The USDA projected that local rice production would hit 2.730 million metric tonnes by December 2017. Imports are also expected to fall by 400,000 metric tonnes to 2.1 metric tonnes by 2017.
A major rice distributor in Lagos, Mrs. Olufunke Coker, said she had paid for the 10 trailers of rice for the past one month but she could only get two trailers.
Umza was said to be so overwhelmed with orders that the management of the company had resorted to rejecting fresh orders from people needing the commodity.
Although importation of rice is allowed through the seaports, importers said they were required to source for forex from the parallel market at the exchange rate of over N400 to one dollar to bring the product into the country.
Investigations revealed that the situation sometimes forced dealers to buy smuggled rice from Cotonou at the risk of having their consignments impounded by the Nigeria Customs Service.
Recently, officials of the NCS seized more than six trailers of rice suspected to be smuggled from some shops at the Iddo Railway Terminus, Lagos.
The spokesman for the NCS, Mr. Wale Adeniyi, said the service had received information that some smuggled trailers of rice were taken to the terminus, which prompted the raid.
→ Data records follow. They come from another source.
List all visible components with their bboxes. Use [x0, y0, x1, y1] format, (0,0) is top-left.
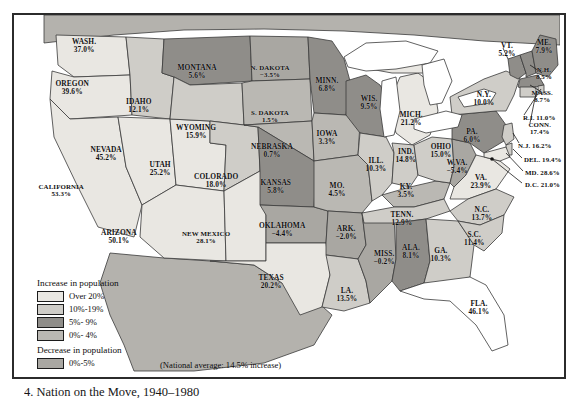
callout-name: N.H. — [536, 66, 552, 74]
state-percent: 7.9% — [536, 47, 553, 55]
callout-label-mass: MASS.8.7% — [532, 89, 553, 104]
state-percent: 39.6% — [56, 88, 89, 96]
state-percent: −3.5% — [251, 71, 290, 79]
state-label-wyoming: WYOMING15.9% — [176, 124, 216, 140]
state-percent: 50.1% — [101, 237, 137, 245]
state-percent: 3.5% — [398, 191, 415, 199]
legend-row: Over 20% — [37, 291, 177, 303]
callout-percent: 16.2% — [530, 142, 551, 149]
state-label-oregon: OREGON39.6% — [56, 80, 89, 96]
state-percent: 12.9% — [391, 219, 414, 227]
state-label-w-va: W.VA.−5.4% — [447, 159, 468, 175]
state-label-n-y: N.Y.10.0% — [474, 91, 495, 107]
state-percent: 53.3% — [39, 190, 84, 198]
state-label-california: CALIFORNIA53.3% — [39, 183, 84, 198]
state-label-mo: MO.4.5% — [329, 182, 346, 198]
state-label-s-dakota: S. DAKOTA1.5% — [251, 109, 289, 124]
state-percent: 3.3% — [317, 138, 338, 146]
state-label-new-mexico: NEW MEXICO28.1% — [182, 230, 230, 245]
state-percent: 23.9% — [471, 182, 492, 190]
legend-row: 10%-19% — [37, 304, 177, 316]
state-percent: 25.2% — [150, 169, 171, 177]
state-label-minn: MINN.6.8% — [316, 77, 339, 93]
state-percent: 1.5% — [251, 116, 289, 124]
state-percent: 6.0% — [464, 136, 481, 144]
callout-name: MD. — [525, 169, 539, 176]
state-label-colorado: COLORADO18.0% — [194, 173, 238, 189]
state-label-idaho: IDAHO12.1% — [126, 98, 152, 114]
state-label-n-dakota: N. DAKOTA−3.5% — [251, 64, 290, 79]
state-label-me: ME.7.9% — [536, 39, 553, 55]
state-percent: 10.3% — [431, 255, 452, 263]
legend-label: Over 20% — [69, 291, 104, 301]
callout-percent: 28.6% — [539, 169, 560, 176]
state-percent: −4.4% — [259, 230, 305, 238]
state-label-n-c: N.C.13.7% — [472, 206, 493, 222]
state-percent: −0.2% — [374, 258, 395, 266]
state-percent: 10.3% — [366, 165, 387, 173]
state-label-la: LA.13.5% — [337, 287, 358, 303]
state-percent: 37.0% — [72, 46, 96, 54]
state-label-kansas: KANSAS5.8% — [261, 179, 292, 195]
state-label-arizona: ARIZONA50.1% — [101, 229, 137, 245]
callout-label-del: DEL. 19.4% — [524, 156, 562, 164]
legend-swatch — [37, 291, 64, 303]
callout-name: D.C. — [525, 181, 539, 188]
legend-label: 0%-5% — [69, 358, 95, 368]
state-percent: 13.7% — [472, 214, 493, 222]
legend-row: 0%-5% — [37, 358, 177, 370]
state-name: CALIFORNIA — [39, 183, 84, 191]
state-label-nebraska: NEBRASKA0.7% — [251, 143, 293, 159]
state-label-s-c: S.C.11.4% — [464, 231, 484, 247]
callout-percent: 17.4% — [529, 128, 552, 136]
state-percent: 28.1% — [182, 237, 230, 245]
legend-swatch — [37, 317, 64, 329]
state-percent: 45.2% — [91, 154, 122, 162]
legend-swatch — [37, 330, 64, 342]
state-percent: 4.5% — [329, 190, 346, 198]
state-label-nevada: NEVADA45.2% — [91, 146, 122, 162]
legend-row: 5%- 9% — [37, 317, 177, 329]
legend-increase-title: Increase in population — [37, 277, 177, 289]
legend-swatch — [37, 304, 64, 316]
callout-label-conn: CONN.17.4% — [529, 121, 552, 136]
state-percent: 13.5% — [337, 295, 358, 303]
state-percent: 5.2% — [499, 50, 516, 58]
callout-name: MASS. — [532, 89, 553, 97]
state-label-va: VA.23.9% — [471, 174, 492, 190]
state-name: N. DAKOTA — [251, 64, 290, 72]
legend-decrease-title: Decrease in population — [37, 344, 177, 356]
callout-label-d-c: D.C. 21.0% — [525, 181, 560, 189]
state-percent: 0.7% — [251, 151, 293, 159]
state-label-wis: WIS.9.5% — [361, 95, 378, 111]
callout-percent: 21.0% — [539, 181, 560, 188]
figure-caption: 4. Nation on the Move, 1940–1980 — [24, 385, 564, 398]
state-label-tenn: TENN.12.9% — [391, 211, 414, 227]
state-label-ga: GA.10.3% — [431, 247, 452, 263]
legend-decrease-rows: 0%-5% — [37, 358, 177, 370]
state-percent: 21.2% — [400, 119, 423, 127]
callout-percent: 8.7% — [532, 96, 553, 104]
state-label-ky: KY.3.5% — [398, 183, 415, 199]
state-percent: −5.4% — [447, 167, 468, 175]
state-percent: 6.8% — [316, 85, 339, 93]
state-label-utah: UTAH25.2% — [150, 161, 171, 177]
state-percent: 18.0% — [194, 181, 238, 189]
map-frame: WASH.37.0%OREGON39.6%CALIFORNIA53.3%IDAH… — [12, 13, 566, 379]
national-average-note: (National average: 14.5% increase) — [160, 360, 281, 370]
state-percent: 9.5% — [361, 103, 378, 111]
population-change-map-figure: WASH.37.0%OREGON39.6%CALIFORNIA53.3%IDAH… — [0, 0, 574, 398]
callout-label-n-h: N.H.8.5% — [536, 66, 552, 81]
callout-percent: 19.4% — [540, 156, 561, 163]
dc-marker-dot — [490, 157, 494, 161]
state-label-miss: MISS.−0.2% — [374, 250, 395, 266]
callout-percent: 8.5% — [536, 73, 552, 81]
callout-label-n-j: N.J. 16.2% — [518, 142, 552, 150]
state-label-ill: ILL.10.3% — [366, 157, 387, 173]
callout-name: N.J. — [518, 142, 530, 149]
state-percent: 5.8% — [261, 187, 292, 195]
legend-swatch — [37, 358, 64, 370]
state-percent: 5.6% — [178, 72, 217, 80]
state-label-ind: IND.14.8% — [396, 148, 417, 164]
callout-label-md: MD. 28.6% — [525, 169, 560, 177]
Following the fall in crude oil prices and drop in Nigeria’s foreign reserves, the government had through the Central Bank of Nigeria restricted importation including banning the importation of rice.
It was gathered that efforts by major rice producing states to boost production in November 2015 had resulted in the adoption of the dry season rice farming scheme, deploying improved rice seedlings in Kebbi State.
Speaking in an interview, the former Deputy Governor of Kebbi State, Sulaiman Argungu, said the dry season farming had yielded a harvest of 1.5 million metric tonnes of paddy rice.
An Anambra State local rice miller and Chairman of Stine Industries, Chief Akai Egwuonwu, said rice production would increase by November this year, adding that this could push down the price of the product, currently hovering around N20, 000 per 50kg bag.